By Raquel Solomon
As the recipient of the Benjamin A. Gilman International Scholarship in the fall of 2011, my follow-on service project involved leading a workshop on sustainable development at the Mae Jemison Reading Room operated by the U.S. Embassy in Johannesburg, South Africa. The reading room is patronized by students from 17 high schools in the Mamelodi community, a township located outside of Pretoria. Having done volunteer work in several South African townships since 2008, I have witnessed the dire reality that the majority of these children face. The lack of access to basic services such as clean drinking water, food, health care, proper sanitation, electricity and a sound education all severely limit a child’s opportunity to survive, much less to thrive beyond the circumstances of their impoverished communities.
The workshop took place prior to the Rio+20 conference, on June 6. Some of the concepts I presented were taken from a course on the Challenges of Sustainable Development led Professor Jeffrey Sachs this past semester at Columbia University. The need for education in the field of sustainable development became evident, as neither students nor adults in the workshop knew what the concept of sustainable development entailed or how they were especially vulnerable in terms of climate change, geographic location, population growth, disease prevalence and other factors specific to the African continent. Yet, this awareness and understanding is key to their empowerment in tackling issues of poverty.
At a session later on in Rio, Director General Irena Bokova of the UN Education, Scientific and Cultural Organization spoke of this need. During a panel on “Educating for a Sustainable Future,” she said sustainable development cannot be achieved by political agreements, financial incentives or technological solutions alone. In order to protect the natural environment and promote greater global equity, she said, there must be a fundamental change in the ways individuals think and act.

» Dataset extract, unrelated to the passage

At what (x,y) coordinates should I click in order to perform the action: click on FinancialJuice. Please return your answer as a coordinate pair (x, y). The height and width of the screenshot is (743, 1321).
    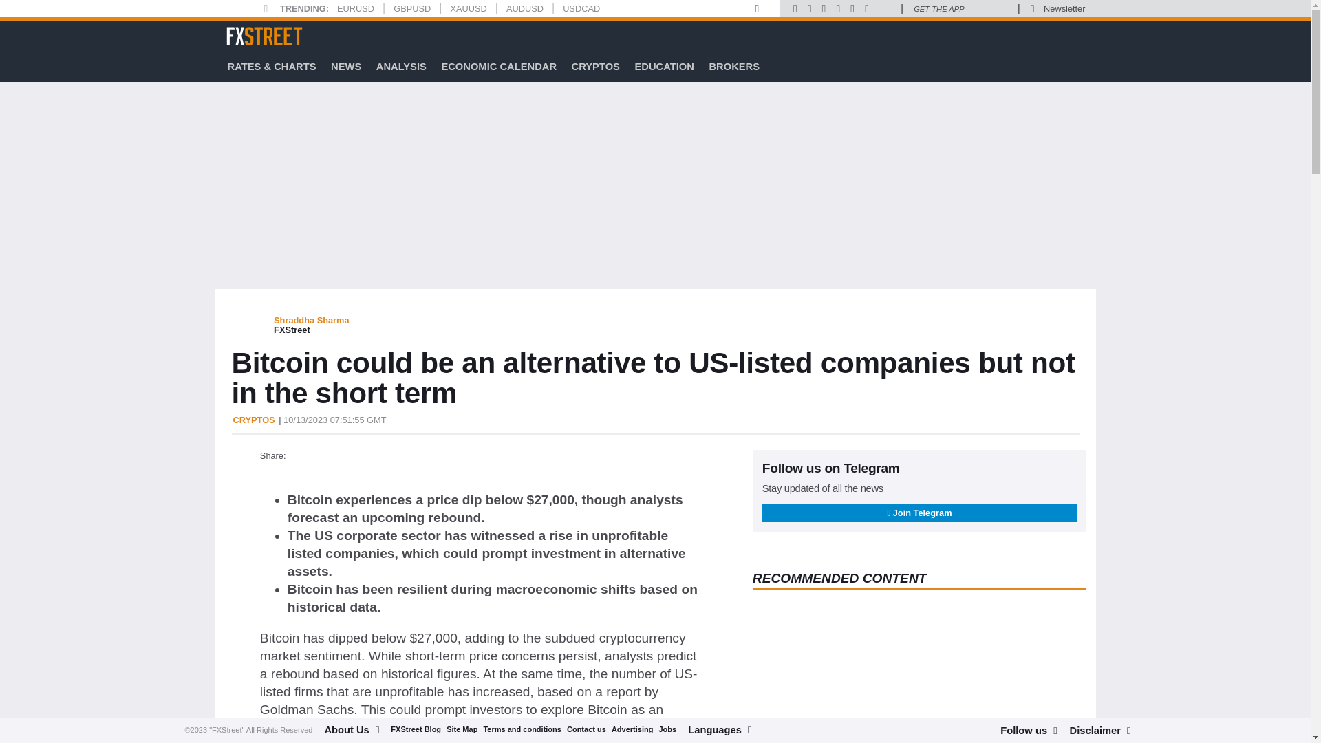
    Looking at the image, I should click on (884, 8).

Earth Institute Director Jeffrey Sachs, who co-chaired the panel, emphasized that education vital to achieving any kind of development, and that children must be empowered to go beyond primary education. And, he said, education about sustainable development is necessary to empower the future generation to grapple with real needs on the ground and the inherited challenge of reconciling economic development and environmental sustainability.
“Education about this challenge requires a new subject matter, an inter-disciplinary curriculum, an understanding of science, social processes, culture, human values and the knowledge to live in a global society”, he said.

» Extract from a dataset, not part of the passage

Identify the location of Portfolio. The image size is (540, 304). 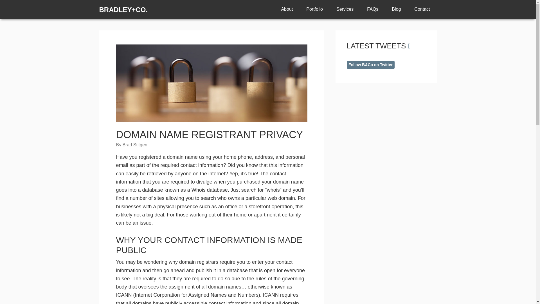
(315, 9).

My experience in the township of Mamelodi was echoed in their words. Sustainable development can only be achieved if all individuals and societies are equipped and empowered by knowledge, skills and values as well as heightened awareness to drive such change. There is a gap that needs to be filled from the bottom up, through formal and informal education to create a new “sustainable citizenship.”
The sustainable development goals that were deliberated at the Rio+20 conference offer some clear signposts with respect to education, which was voted into the top three of those goals. And driving this agenda is very much a part of the mission of the Earth Institute.
Raquel Solomon is a student at Columbia’s School of General Studies majoring in sustainable development and French, class of 2012, and will go on to pursue a master of public administration with a concentration in energy and environment. She is a member of the Columbia University Coalition for Sustainable Development and attended the Rio+20 conference on sustainable development in Rio de Janeiro in mid-June.